Dangers in the Garden

 

I have always said that rather than making fun of the book of Genesis people should read it with a open mind and realize that so many of the intractable problems we face are explained there.  Sexual relationships, environmental issues, mistrust and hatred, questions of authority and truth, are all laid out for understanding and ultimately repentance.  Anyway, growing up first as a small child on the plains of North Dakota and then wandering around in the hills above San Diego on weekends, and then living in the mountains of Colorado and Montana, and then coming back to the North Country with our weather extremes, I have always been aware that nature can kill you.  Getting chased by a bull and knocked down by  a sheep buck, being attacked by large domesticated geese and getting sprayed by a skunk in a cat tail forest were early indicators. danger.  Getting up from a rest on a rock in California and seeing a rattlesnake in the cleft of the rock I sat on focuses the attention wondrously.  Those who think that we can control the weather by not driving a fossil fuel car should get caught in a not forecasted blizzard that acts like a wild cold animal that is literally trying to take your breath away and should only then be allowed to bloviate and talk about climate control and electric cars. The California conundrum was existential too.  How do you flee a fire in an electric car that you couldn’t charge because the power company shut of the electricity to….wait for it…..control fires.?   In a more esthetic complaint I have watched as one of my favorite sightseeing spots, a large biosphere that some call a bog and others call a wetland off the highway on a  large stretch of Interstate 94 not far from Minneapolis.  We are told by the environmentalists that a bog or wetland is an important place for amphibians and reptiles and the breeding ground for ducks and geese and other wildlife, but the environmentalist have covered over a vast wetland with hideous solar panels and turned that piece of nature into an unnatural lifeless circuit board desert.  I wonder if a bird watcher wandering into this desert would be fried or irradiated or microwaved into oblivion.  Another danger of nature amplified I guess.

Anyway the point is that Victor Davis Hanson wrote an article and that was commented upon at a site called “bookworm” but I cannot find the author for attribution. Anyway the article says –

Victor Davis Hanson wrote an article that was much appreciated entitled “Is California Becoming Premodern?” The short answer is yes, it is. With no power, fires, medieval diseases, broken roads, endemic poverty, rampant crime . . . yes, these are all premodern traits.

What I would add is that one part of pre-modernism is that Nature wins. Put another way, a large part of the modern is that we use fossil fuel, plus human energy and ingenuity, to keep nature at bay. It takes work to keep fire, floods, famine, darkness, and disease away from us, not to mention the ever-encroaching jungle or woods or plains that surround human habitation.

Our Gaia worship and gooey climate change madness are giving Mother Nature the upper hand. The environmentalists may deny this, but that’s never a good thing for humans.

As I always say, we are Nature’s stewards and should not waste, abuse, or despoil it, but Nature is always out there, waiting to kill us if we lose control.”

I have a back yard that is proof of concept.  I have a large back yard and it is surrounded by what was a hedge that I deliberately let grow to the point that it looked like a shelter belt or a half rectangle portion of a forest.  The trees became huge and the views of the neighbors yard disappeared which is what I wanted.  If I can’t see them, they can’t see me.  In the summer, I , like Adam and Eve, liked to go to my garden and hide in the trees.  As the tress grew the amount of biomass that fell from them in the Fall became extreme.  My neigbor has a wonderful compost heap and told me that the leaves kind of disappear and become a wonderful loamy kind of soil conditioner.  My compost pile started to look like a pyramid of Egypt.  The trees grew huge and finally in another attack by an angry climate broke off at the tops in a wind storm.  I have a premodern back yard refuge where I have to be very careful.  I was reading out there one afternoon and there is a lot of snapping and popping going on above my head and the heavy untrimmed branches are not going to stay up there forever.  It is a dangerous place to be with a bit of wind.

It is heaven for the birds – I have ring necked doves who according to books I read should not be here.  I have downy, pileated, hairy and woody woodpeckers, grosbeaks, and lately we have had cardinals which shouldn’t be here either.  My premodern forest is the home to about 10 squirrels as near as I can tell, both gray and red. Both large and small hawks raid at various times causing panic and mayhem and in the long watches of the night I can hear owls.

Yet it is a dangerous place.  As a curmudgeon I took some pride in telling the neighbor kids to stay out of my yard lest some wood fall crush them.  There is also the danger of trying to be modern since I almost chain sawed my leg off.  Even the premodern bucksaw can be dangerous in the tangle.

For those who worship nature, modernism is a curse.  For those who worship another God the words ae stricking.  Nature will wait for a chance to turn you back to the dust from which you came.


Where the records below reach the line containing "This screenshot has width=783, height=372.", start transcribing, and end with the line containing "Image resolution: width=476", exactly and with nothing else added.

INPUT FOR THIS TASK

.....

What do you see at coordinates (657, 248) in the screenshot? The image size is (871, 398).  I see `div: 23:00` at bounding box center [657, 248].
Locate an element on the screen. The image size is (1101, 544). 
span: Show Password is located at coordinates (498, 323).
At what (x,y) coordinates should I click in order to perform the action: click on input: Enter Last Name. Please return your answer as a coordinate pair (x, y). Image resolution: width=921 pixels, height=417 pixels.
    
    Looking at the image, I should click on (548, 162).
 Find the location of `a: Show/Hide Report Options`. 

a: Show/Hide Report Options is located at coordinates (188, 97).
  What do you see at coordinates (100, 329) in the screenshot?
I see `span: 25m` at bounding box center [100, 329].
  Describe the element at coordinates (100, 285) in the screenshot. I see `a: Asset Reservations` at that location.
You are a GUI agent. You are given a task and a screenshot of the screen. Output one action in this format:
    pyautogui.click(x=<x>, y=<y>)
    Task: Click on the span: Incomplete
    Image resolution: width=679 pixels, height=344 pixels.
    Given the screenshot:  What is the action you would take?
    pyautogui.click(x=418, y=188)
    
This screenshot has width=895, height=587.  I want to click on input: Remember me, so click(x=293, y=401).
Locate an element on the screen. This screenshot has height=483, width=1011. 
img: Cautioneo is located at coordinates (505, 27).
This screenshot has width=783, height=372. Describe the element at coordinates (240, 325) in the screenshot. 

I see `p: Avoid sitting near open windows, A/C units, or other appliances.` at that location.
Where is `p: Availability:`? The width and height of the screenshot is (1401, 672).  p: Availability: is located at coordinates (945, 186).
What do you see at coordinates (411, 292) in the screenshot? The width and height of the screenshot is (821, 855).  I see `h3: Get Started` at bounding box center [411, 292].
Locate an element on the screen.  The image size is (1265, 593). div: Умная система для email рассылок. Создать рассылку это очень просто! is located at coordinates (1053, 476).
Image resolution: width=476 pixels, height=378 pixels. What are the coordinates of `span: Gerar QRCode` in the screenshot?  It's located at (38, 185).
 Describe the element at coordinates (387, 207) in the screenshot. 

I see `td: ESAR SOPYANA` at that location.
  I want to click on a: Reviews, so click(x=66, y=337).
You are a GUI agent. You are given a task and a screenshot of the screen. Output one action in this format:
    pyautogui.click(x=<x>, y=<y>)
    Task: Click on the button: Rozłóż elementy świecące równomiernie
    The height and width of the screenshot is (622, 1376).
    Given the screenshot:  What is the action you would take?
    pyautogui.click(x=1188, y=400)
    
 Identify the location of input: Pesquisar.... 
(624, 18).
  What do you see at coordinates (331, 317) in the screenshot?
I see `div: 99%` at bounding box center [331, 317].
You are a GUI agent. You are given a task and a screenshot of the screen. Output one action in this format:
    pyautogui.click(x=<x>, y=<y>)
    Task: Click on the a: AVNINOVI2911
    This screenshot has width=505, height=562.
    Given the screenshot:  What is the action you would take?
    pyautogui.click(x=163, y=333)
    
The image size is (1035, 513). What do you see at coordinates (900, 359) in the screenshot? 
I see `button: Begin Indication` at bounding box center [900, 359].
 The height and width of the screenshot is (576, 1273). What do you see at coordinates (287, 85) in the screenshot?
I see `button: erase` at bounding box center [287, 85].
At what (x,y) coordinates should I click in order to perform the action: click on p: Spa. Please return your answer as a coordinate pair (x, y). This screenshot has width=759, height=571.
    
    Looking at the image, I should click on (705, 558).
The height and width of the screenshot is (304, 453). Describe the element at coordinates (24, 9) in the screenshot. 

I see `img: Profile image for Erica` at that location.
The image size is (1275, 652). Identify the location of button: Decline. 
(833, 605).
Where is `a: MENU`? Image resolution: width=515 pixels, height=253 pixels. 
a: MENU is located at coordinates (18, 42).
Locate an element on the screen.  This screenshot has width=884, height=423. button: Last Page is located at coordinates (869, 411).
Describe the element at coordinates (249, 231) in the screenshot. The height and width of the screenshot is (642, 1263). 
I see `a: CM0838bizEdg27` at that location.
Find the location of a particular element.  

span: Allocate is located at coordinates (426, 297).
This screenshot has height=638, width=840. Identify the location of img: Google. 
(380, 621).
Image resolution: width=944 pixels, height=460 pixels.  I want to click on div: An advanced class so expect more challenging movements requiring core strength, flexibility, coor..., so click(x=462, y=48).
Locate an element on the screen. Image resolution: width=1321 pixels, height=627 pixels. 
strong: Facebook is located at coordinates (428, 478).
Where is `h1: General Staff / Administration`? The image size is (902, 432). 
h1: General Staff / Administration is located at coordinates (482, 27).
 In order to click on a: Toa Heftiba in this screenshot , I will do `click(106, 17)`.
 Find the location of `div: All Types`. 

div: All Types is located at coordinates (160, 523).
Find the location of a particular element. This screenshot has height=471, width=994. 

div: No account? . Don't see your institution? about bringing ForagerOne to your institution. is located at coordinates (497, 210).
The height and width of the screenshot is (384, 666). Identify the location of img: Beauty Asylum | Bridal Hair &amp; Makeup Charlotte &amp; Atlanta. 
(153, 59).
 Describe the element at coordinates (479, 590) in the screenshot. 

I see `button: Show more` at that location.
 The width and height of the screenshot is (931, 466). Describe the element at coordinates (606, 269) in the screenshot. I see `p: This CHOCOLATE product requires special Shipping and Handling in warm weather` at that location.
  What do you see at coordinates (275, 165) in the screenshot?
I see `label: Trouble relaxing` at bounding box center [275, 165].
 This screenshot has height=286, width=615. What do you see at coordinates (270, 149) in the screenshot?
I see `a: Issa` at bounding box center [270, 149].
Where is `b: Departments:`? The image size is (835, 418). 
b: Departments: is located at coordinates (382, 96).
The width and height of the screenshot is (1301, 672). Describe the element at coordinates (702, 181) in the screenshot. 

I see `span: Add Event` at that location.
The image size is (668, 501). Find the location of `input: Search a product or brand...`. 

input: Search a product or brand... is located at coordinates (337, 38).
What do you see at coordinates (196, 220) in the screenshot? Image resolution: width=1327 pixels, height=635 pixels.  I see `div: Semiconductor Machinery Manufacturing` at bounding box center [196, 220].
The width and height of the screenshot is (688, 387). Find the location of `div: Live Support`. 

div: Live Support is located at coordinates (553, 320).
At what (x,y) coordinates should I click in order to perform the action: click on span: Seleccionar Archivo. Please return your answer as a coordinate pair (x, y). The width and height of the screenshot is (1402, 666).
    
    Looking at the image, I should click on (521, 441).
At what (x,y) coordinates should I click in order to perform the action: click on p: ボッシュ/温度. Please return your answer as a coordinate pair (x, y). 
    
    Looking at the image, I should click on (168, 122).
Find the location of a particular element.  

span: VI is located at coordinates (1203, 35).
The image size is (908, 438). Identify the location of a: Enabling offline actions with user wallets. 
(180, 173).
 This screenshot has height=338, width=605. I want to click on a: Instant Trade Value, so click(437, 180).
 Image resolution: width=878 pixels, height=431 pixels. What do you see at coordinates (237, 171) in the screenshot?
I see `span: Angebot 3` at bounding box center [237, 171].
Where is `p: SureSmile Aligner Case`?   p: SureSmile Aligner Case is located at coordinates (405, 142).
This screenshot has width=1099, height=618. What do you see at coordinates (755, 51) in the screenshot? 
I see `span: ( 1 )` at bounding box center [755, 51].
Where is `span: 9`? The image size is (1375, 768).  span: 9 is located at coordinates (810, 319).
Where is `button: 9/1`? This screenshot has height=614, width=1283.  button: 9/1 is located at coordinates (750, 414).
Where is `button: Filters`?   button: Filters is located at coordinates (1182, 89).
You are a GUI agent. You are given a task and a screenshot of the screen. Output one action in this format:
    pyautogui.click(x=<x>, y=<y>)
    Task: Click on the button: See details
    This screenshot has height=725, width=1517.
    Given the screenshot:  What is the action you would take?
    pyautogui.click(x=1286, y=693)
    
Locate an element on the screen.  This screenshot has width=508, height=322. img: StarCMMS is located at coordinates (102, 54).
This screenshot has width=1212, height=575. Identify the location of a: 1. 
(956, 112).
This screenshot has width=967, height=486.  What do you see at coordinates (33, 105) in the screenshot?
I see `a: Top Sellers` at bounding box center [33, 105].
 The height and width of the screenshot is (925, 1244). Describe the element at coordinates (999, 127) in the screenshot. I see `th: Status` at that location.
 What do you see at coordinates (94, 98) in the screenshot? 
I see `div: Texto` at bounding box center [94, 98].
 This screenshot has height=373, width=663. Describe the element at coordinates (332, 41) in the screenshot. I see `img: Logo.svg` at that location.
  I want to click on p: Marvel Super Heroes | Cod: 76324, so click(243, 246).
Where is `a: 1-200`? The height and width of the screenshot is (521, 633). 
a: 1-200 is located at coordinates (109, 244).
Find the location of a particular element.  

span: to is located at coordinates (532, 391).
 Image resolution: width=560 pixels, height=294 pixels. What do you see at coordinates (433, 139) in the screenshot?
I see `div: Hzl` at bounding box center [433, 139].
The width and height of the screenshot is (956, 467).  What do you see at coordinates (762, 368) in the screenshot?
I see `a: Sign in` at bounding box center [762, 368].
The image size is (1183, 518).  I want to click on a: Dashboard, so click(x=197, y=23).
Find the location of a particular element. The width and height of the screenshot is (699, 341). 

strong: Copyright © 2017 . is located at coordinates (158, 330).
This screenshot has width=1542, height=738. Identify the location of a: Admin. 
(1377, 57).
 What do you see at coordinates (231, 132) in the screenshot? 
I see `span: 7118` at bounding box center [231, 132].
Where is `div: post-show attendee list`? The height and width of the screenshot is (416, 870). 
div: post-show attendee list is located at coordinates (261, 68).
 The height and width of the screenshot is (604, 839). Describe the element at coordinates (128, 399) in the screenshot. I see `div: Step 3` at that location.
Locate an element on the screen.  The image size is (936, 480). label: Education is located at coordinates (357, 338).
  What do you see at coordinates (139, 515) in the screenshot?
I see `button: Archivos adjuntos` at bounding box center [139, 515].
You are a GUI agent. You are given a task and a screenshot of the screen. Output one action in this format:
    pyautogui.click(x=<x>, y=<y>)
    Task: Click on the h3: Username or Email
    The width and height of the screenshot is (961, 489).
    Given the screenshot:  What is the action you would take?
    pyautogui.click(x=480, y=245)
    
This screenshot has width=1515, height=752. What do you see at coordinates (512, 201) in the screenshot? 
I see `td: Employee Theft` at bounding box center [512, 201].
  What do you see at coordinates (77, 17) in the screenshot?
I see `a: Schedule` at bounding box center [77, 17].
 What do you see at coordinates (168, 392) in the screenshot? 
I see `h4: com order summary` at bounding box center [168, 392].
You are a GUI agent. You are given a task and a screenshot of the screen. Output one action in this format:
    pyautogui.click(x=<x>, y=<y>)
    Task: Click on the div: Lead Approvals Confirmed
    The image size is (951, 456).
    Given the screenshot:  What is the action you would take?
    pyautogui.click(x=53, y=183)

.....

ANSWER SPACE
This screenshot has width=783, height=372. Describe the element at coordinates (240, 325) in the screenshot. 

I see `p: Avoid sitting near open windows, A/C units, or other appliances.` at that location.
Where is `p: Availability:`? The width and height of the screenshot is (1401, 672).  p: Availability: is located at coordinates (945, 186).
What do you see at coordinates (411, 292) in the screenshot? The width and height of the screenshot is (821, 855).  I see `h3: Get Started` at bounding box center [411, 292].
Locate an element on the screen.  The image size is (1265, 593). div: Умная система для email рассылок. Создать рассылку это очень просто! is located at coordinates (1053, 476).
Image resolution: width=476 pixels, height=378 pixels. What are the coordinates of `span: Gerar QRCode` in the screenshot?  It's located at (38, 185).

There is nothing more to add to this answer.